Common revenue models
- One-off transaction - the customer pays once per purchase. Simple, but you must keep winning new sales.
- Subscription - the customer pays a recurring fee for ongoing access. Predictable income and stronger customer relationships.
- Freemium - a free basic tier attracts users, with paid upgrades for advanced features.
- Licensing - others pay to use your product, design or intellectual property.
- Advertising or commission - a third party pays for access to your audience or transactions.
Many ventures combine models, for example a subscription plus a sponsorship fee.
Pricing strategies
- Cost-plus - add a target margin to your unit cost. Simple and safe, but ignores what customers will actually pay.
- Value-based - set price by the value the customer receives. Often allows higher prices when the benefit is large.
- Competitive - price relative to rivals, undercutting or matching them.
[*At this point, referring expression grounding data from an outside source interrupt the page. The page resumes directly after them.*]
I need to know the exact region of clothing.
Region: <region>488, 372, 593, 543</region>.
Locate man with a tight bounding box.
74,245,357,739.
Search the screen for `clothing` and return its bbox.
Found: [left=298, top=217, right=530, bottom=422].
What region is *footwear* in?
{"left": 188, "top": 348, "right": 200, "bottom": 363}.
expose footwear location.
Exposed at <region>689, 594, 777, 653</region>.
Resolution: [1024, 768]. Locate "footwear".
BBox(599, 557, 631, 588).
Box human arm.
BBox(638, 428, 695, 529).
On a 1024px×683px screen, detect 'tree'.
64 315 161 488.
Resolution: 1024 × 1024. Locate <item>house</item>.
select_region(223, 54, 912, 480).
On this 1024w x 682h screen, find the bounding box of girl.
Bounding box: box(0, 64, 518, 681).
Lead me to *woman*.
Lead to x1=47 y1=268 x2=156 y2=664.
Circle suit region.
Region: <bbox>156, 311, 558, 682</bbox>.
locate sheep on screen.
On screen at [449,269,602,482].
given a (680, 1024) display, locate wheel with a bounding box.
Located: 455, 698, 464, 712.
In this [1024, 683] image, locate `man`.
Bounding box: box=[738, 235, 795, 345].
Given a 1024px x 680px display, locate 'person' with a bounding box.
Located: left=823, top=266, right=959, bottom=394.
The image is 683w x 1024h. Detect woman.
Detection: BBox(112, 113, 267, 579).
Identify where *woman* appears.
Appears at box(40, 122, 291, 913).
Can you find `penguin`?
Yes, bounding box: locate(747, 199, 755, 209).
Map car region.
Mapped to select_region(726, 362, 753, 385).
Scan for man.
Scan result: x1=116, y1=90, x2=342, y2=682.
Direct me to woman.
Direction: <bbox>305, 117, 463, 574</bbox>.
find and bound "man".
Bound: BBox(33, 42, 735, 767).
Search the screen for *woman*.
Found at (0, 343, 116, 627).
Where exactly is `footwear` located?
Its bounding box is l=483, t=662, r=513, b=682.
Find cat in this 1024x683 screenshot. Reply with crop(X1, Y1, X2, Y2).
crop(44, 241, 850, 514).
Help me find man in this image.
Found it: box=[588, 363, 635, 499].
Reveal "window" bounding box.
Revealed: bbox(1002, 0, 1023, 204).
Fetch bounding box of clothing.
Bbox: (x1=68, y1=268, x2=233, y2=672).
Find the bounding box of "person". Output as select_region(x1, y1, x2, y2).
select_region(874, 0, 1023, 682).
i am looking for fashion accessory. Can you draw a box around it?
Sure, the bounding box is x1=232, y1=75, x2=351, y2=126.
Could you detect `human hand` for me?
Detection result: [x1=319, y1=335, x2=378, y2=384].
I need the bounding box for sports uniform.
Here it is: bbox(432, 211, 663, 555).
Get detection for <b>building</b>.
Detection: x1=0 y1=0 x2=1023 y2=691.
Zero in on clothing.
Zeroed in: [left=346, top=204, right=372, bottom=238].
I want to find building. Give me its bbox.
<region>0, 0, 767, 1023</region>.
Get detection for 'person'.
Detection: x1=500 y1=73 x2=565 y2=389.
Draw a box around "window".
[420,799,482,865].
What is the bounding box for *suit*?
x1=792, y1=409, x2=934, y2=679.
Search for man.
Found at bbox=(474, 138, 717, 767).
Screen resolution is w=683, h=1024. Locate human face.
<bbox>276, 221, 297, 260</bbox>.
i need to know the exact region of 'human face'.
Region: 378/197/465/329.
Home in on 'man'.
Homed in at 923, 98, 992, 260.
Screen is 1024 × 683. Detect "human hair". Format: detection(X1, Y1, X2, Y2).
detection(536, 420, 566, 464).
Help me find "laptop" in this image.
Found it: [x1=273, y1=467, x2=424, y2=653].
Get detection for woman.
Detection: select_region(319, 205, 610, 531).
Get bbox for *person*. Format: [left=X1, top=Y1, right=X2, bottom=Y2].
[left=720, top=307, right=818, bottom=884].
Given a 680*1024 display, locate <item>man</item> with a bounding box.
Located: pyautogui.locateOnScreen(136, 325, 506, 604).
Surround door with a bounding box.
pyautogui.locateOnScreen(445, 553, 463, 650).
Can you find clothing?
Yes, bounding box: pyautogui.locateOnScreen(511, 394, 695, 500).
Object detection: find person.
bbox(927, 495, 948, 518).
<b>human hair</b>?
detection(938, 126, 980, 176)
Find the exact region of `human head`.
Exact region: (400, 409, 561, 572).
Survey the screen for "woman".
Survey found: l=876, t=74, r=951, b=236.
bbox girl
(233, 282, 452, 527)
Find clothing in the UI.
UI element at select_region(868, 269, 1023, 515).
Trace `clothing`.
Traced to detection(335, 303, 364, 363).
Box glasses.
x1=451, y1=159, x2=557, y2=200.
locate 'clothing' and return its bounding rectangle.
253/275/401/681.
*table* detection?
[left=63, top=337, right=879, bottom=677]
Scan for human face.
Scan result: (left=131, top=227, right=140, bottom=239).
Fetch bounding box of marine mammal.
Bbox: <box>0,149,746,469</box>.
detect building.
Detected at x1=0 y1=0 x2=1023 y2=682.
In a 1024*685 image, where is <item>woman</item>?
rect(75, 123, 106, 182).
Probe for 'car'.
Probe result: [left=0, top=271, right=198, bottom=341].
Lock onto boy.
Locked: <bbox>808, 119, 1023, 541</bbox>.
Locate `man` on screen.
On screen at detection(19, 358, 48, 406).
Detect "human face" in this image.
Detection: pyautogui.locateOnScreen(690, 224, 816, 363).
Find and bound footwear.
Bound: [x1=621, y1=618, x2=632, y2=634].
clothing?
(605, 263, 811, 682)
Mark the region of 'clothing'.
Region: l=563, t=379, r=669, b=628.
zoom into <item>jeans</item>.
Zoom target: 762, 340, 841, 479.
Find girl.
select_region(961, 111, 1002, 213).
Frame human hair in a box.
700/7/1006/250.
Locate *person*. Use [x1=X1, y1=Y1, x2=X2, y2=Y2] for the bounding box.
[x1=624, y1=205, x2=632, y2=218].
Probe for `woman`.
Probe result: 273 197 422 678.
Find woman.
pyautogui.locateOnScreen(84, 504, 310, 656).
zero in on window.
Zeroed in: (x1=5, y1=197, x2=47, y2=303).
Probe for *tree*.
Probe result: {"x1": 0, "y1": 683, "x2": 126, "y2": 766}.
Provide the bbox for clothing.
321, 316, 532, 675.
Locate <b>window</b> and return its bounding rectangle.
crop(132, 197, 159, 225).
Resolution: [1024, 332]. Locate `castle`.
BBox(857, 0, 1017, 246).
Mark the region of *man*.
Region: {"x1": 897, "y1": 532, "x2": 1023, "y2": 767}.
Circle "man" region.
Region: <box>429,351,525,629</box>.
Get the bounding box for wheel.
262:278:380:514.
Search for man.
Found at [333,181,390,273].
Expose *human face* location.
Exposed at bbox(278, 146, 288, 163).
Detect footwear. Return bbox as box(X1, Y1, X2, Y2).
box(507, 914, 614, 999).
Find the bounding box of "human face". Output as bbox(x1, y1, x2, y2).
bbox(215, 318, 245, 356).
Useful in crowded markets but can trigger price wars.
- Penetration and skimming - launch low to win share fast, or launch high to capture early adopters then lower the price.
Testing the price
Price is an assumption like any other and should be tested, not just calculated. Pre-sales, trials and willingness-to-pay questions reveal whether customers accept the price before you commit. Each price must clearly exceed variable cost per unit, or every sale loses money.
Linking forward
Your revenue model and price set the revenue streams block of the Business Model Canvas and drive the numbers in your break-even and cash flow forecasts. A clearly justified, tested pricing decision strengthens both the Business Growth Report and the external Business Plan.